Jobs and queues
Flare can collect information about queued jobs in your application:
- The job name and class
- The dispatch span (when one side of your application puts a job onto a queue)
- The processing span (when a queue worker pulls a job off the queue and runs it)
- Whether the job succeeded or failed, and the exception if it failed
Two recorders work together. QueueRecorder records the dispatch on the side that puts the job on the queue, and JobRecorder records the execution on the worker side.
This functionality is enabled by default and can be disabled per recorder:
$config->ignoreQueues();
$config->ignoreJobs();
You can also configure the maximum number of items tracked when an error occurs:
$config->collectJobs(maxItemsWithErrors: 10);
$config->collectQueues(maxItemsWithErrors: 10);
Ignoring specific jobs
You can drop traces for individual jobs by passing class or name patterns to collectJobs():
$config->collectJobs(
ignoredClasses: [
App\Jobs\HeartbeatJob::class,
'App\\Jobs\\Internal\\*',
],
);
Patterns are literal strings with * as a wildcard (the same syntax used by sampling rules). The same patterns are checked against both the job's name and class. See Subtask mode and ignored jobs below for how this interacts with subtask mode.
Recording the dispatch
When your application dispatches a job, call $flare->queue() to record a dispatch span. The recorder accepts a job attribute provider; use the helper for the common case:
$flare->queue()->recordStartFromQueuedJob(
jobName: 'SendWelcomeEmail',
jobClass: SendWelcomeEmail::class,
);
// ... push the job onto the queue ...
$flare->queue()->recordEnd();
If you want to continue the trace on the worker side (distributed tracing), capture the current traceparent from the tracer at dispatch time and store it on the job payload. A traceparent is a short header value defined by the W3C Trace Context specification (e.g. 00-0af7651916cd43dd8448eb211c80319c-b7ad6b7169203331-01) that carries the trace ID, the parent span ID, and the sampling decision across service boundaries. By passing it along with the job, the worker can pick the trace back up where the dispatcher left off instead of starting a fresh, disconnected one. The worker passes it to recordStart() on the job recorder.
Recording the execution
On the worker side, call $flare->job() around the job's run method. The job recorder also accepts a JobAttributesProvider:
$flare->job()->recordStartFromJob(
jobName: 'SendWelcomeEmail',
jobClass: SendWelcomeEmail::class,
traceparent: $payload->traceparent ?? null,
);
try {
$job->handle();
$flare->job()->recordEnd();
} catch (\Throwable $exception) {
$flare->job()->recordFailed($exception);
throw $exception;
}
The job recorder sets the entry point for the trace to queue and fills in the handler attributes from the job class.
Subtask mode and ignored jobs
Long-running queue workers boot once and process many jobs. Each job should be its own trace, not a span inside a single ever-growing trace. The lifecycle handles this for you in subtask mode:
while ($payload = $queue->pop()) {
$flare->lifecycle->startSubtask(traceparent: $payload->traceparent ?? null);
$flare->job()->recordStartFromJob(
jobName: $payload->name,
jobClass: $payload->class,
);
try {
$payload->handle();
$flare->job()->recordEnd();
} catch (\Throwable $exception) {
$flare->job()->recordFailed($exception);
}
$flare->lifecycle->endSubtask();
}
See Application lifecycle for the full subtask flow.
When a job is configured as ignored (for example, via $config->collectJobs(...) patterns), the job recorder behaves differently depending on the mode:
- In subtask mode, the entire subtask is unsampled. The trace is dropped before any spans are produced.
- In non-subtask mode (the job runs inside an outer trace, e.g. a synchronous job dispatched during a web request), the recorder pauses sampling around the ignored job and resumes it afterwards. The outer trace still captures the rest of the request.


Task directions »
For every line in the records that has the word "ESPECIAL", make a copy.

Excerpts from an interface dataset
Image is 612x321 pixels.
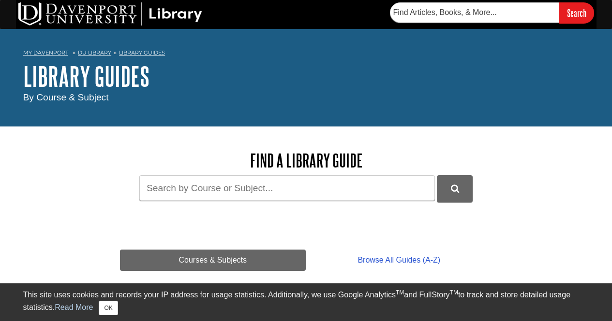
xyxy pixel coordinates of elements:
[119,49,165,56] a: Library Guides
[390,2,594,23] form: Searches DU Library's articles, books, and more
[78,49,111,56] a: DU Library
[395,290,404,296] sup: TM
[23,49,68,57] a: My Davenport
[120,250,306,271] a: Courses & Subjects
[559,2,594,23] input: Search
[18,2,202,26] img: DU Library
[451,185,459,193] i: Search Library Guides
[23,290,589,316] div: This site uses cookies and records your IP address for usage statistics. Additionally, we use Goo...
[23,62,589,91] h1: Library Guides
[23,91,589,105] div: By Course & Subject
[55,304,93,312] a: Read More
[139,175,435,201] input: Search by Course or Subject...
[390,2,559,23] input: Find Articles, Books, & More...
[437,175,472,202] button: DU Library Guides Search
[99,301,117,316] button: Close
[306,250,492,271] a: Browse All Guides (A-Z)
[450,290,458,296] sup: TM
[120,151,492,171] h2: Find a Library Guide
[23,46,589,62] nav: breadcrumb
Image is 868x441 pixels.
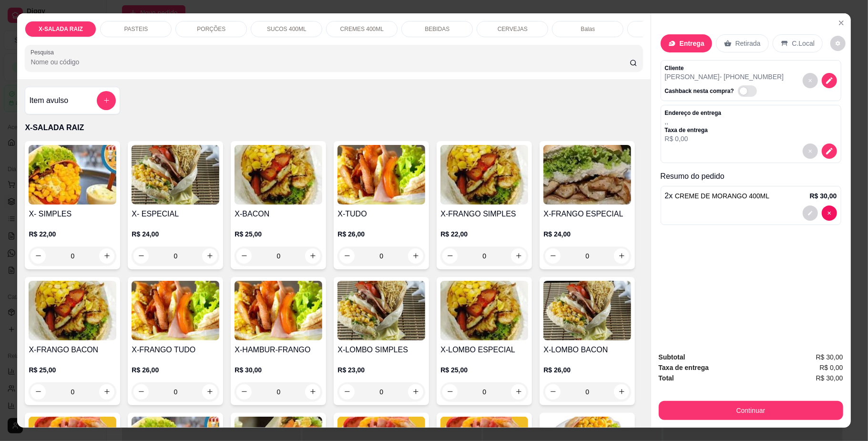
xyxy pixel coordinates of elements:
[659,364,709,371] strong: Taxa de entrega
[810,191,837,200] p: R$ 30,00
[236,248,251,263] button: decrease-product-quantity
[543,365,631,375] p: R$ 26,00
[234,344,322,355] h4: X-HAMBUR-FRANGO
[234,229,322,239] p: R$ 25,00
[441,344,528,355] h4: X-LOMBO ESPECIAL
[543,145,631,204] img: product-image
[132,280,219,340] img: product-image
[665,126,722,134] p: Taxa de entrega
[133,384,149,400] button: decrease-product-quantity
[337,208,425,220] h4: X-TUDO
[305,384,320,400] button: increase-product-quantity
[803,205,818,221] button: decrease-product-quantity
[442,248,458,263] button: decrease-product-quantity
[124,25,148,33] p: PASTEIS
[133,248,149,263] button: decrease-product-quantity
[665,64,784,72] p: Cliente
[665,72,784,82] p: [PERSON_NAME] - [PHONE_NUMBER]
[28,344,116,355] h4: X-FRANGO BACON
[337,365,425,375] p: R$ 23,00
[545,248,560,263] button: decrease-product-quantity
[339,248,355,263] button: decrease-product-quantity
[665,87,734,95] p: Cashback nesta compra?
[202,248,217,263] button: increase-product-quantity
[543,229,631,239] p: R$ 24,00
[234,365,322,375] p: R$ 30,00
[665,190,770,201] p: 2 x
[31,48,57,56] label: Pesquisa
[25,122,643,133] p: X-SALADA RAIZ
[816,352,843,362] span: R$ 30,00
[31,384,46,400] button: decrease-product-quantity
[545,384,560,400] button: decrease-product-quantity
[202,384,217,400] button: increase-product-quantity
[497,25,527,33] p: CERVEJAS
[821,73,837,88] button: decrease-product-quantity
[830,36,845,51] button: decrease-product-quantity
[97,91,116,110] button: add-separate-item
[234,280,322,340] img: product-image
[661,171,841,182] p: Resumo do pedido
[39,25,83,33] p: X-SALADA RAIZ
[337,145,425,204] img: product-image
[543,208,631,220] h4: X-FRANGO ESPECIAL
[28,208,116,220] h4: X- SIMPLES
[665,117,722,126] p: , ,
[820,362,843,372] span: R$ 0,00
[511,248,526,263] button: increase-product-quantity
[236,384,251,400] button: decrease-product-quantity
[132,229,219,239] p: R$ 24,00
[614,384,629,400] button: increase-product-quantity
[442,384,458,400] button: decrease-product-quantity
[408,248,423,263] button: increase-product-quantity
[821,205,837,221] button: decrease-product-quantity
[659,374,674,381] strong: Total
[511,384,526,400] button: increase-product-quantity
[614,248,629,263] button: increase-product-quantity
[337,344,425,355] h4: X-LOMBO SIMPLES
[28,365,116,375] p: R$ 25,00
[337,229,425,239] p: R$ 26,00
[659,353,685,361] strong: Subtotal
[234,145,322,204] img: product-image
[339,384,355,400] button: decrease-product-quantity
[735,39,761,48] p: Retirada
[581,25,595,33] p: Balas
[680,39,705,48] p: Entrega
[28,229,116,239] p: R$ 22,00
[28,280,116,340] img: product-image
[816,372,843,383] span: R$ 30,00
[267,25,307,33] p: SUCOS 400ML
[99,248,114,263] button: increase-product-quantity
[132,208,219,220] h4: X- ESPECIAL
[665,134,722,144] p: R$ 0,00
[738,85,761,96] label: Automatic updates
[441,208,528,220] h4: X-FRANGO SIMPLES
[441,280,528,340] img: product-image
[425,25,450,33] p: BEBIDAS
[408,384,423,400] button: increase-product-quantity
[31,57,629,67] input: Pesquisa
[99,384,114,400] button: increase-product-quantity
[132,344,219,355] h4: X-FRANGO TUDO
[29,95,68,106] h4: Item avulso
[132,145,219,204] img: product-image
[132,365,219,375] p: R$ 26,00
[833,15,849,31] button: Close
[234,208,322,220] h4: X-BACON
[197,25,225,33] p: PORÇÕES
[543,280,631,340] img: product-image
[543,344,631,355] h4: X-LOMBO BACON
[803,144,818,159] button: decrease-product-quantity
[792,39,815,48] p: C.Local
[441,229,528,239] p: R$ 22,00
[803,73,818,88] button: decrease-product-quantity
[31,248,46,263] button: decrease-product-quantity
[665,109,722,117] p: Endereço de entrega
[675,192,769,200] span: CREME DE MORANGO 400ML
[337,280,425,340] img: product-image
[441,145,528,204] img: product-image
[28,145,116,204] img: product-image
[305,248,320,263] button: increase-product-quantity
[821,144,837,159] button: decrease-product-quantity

--

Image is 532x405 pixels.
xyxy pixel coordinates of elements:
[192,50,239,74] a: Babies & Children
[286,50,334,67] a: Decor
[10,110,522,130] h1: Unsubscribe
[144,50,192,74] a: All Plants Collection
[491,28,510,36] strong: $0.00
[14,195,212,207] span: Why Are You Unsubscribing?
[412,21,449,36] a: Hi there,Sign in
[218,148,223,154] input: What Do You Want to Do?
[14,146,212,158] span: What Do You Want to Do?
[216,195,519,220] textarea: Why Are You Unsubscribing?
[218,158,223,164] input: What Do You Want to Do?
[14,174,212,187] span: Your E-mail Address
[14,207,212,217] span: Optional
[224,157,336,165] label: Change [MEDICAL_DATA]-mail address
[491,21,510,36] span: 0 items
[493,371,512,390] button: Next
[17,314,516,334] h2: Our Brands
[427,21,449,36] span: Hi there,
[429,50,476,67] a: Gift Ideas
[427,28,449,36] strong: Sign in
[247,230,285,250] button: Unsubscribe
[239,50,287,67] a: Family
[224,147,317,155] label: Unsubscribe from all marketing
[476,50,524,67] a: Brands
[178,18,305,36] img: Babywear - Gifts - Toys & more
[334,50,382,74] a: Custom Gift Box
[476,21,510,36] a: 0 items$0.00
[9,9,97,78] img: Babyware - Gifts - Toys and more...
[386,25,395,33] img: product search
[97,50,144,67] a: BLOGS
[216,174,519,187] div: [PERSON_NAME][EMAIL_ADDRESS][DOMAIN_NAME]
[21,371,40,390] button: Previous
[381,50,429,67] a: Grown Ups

Worked solution »
[441,344,528,355] h4: X-LOMBO ESPECIAL
[543,208,631,220] h4: X-FRANGO ESPECIAL
[132,208,219,220] h4: X- ESPECIAL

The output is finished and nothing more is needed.